Three things in particular caught my eye this morning.  Two of them are connected with each other and they ring of good common sense and faith.   The other clanks of delusional blather.

First, at LifeSite we read finally the news made public that Candace Owens has formally become a Catholic.  It seems she did this at the Brompton Oratory in London, a good choice.  As a convert myself, I welcome this great news.  We knew about it here in Rome for a while, but she had the right to announce it in her way and in her timeline.

Connect to this good news is an interview at the UK’s Catholic Herald (for which I wrote for quite sometime before they… changed) with entrepreneur George Farmer, aka Candace Owen’s husband.  He is a revert.  I was struck by his description of reversion, which paralleled mine in a way.

There was a conversion of the head and the conversion of the heart.
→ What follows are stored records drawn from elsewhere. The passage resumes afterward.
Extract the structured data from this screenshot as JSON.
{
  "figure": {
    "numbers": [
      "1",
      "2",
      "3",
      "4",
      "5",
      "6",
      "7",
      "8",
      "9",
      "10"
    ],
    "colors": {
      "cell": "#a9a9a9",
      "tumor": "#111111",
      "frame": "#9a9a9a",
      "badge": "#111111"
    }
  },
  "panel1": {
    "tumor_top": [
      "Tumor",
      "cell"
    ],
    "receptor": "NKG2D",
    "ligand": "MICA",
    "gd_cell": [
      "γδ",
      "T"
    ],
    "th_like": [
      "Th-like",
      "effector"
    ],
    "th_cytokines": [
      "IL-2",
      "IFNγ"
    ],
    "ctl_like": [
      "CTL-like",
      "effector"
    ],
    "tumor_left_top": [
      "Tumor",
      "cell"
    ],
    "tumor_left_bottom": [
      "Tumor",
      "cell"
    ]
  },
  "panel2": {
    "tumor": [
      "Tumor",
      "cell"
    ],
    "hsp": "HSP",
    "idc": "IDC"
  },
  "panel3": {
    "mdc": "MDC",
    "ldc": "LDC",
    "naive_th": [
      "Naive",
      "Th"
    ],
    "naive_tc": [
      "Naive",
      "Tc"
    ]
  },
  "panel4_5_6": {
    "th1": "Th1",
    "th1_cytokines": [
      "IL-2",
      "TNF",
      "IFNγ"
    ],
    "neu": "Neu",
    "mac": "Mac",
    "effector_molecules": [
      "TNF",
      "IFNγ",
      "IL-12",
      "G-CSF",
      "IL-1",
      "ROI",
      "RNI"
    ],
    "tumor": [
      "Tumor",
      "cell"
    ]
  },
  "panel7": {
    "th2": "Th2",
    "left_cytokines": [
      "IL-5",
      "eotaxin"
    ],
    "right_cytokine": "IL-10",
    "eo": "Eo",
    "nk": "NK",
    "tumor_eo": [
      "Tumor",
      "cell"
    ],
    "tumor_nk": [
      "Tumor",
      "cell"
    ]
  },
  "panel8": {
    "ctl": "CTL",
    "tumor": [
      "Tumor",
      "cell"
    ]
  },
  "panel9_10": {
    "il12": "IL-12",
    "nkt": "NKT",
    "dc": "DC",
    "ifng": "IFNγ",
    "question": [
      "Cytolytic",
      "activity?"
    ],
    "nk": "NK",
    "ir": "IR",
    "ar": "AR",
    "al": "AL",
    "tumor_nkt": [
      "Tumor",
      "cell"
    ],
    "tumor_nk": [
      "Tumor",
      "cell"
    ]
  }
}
Of course that never stops, does it?

Finally, at LifeSite, there’s a stomach-turning piece about a German auxiliary bishop deeply involved in the homosexualist agenda who just “commissioned” 13 German women as “deacons in the spirit” after completing a 3-year diaconal training program with the “Women’s Diaconate Network”.

It seems also that the head of the German bishops conference “issued a special message of congratulations to the women who completed the course.”

The fact is that, while priesthood is what bishops and priests have, and diaconate is not a priestly order, diaconate is, nevertheless, one of the Orders of Holy Orders, which is considered as one sacrament in three orders as the Second Vatican Council’s Lumen gentium affirms.  The unity of the sacrament of Holy Orders is explained in detail in the Catechism of the Catholic Church.  HERE

The sacrament of Holy Orders is one sacrament, not three distinct sacraments.

St. Pope John Paul in Ordinatio sacerdotalis reaffirmed (he did not teach something new) that only men can be admitted to Holy Orders and that the Church does not have the authority to change that.  Following Ordinatio sacerdotalis the Congregation for the Doctrine of the Faith clarified that what John Paul had reaffirmed was, in itself, the Church’s infallible teaching.

Since Holy Orders is one sacrament and not three, then none of the orders can be conferred upon women.

It is really sad that some people still push this rock up the hill.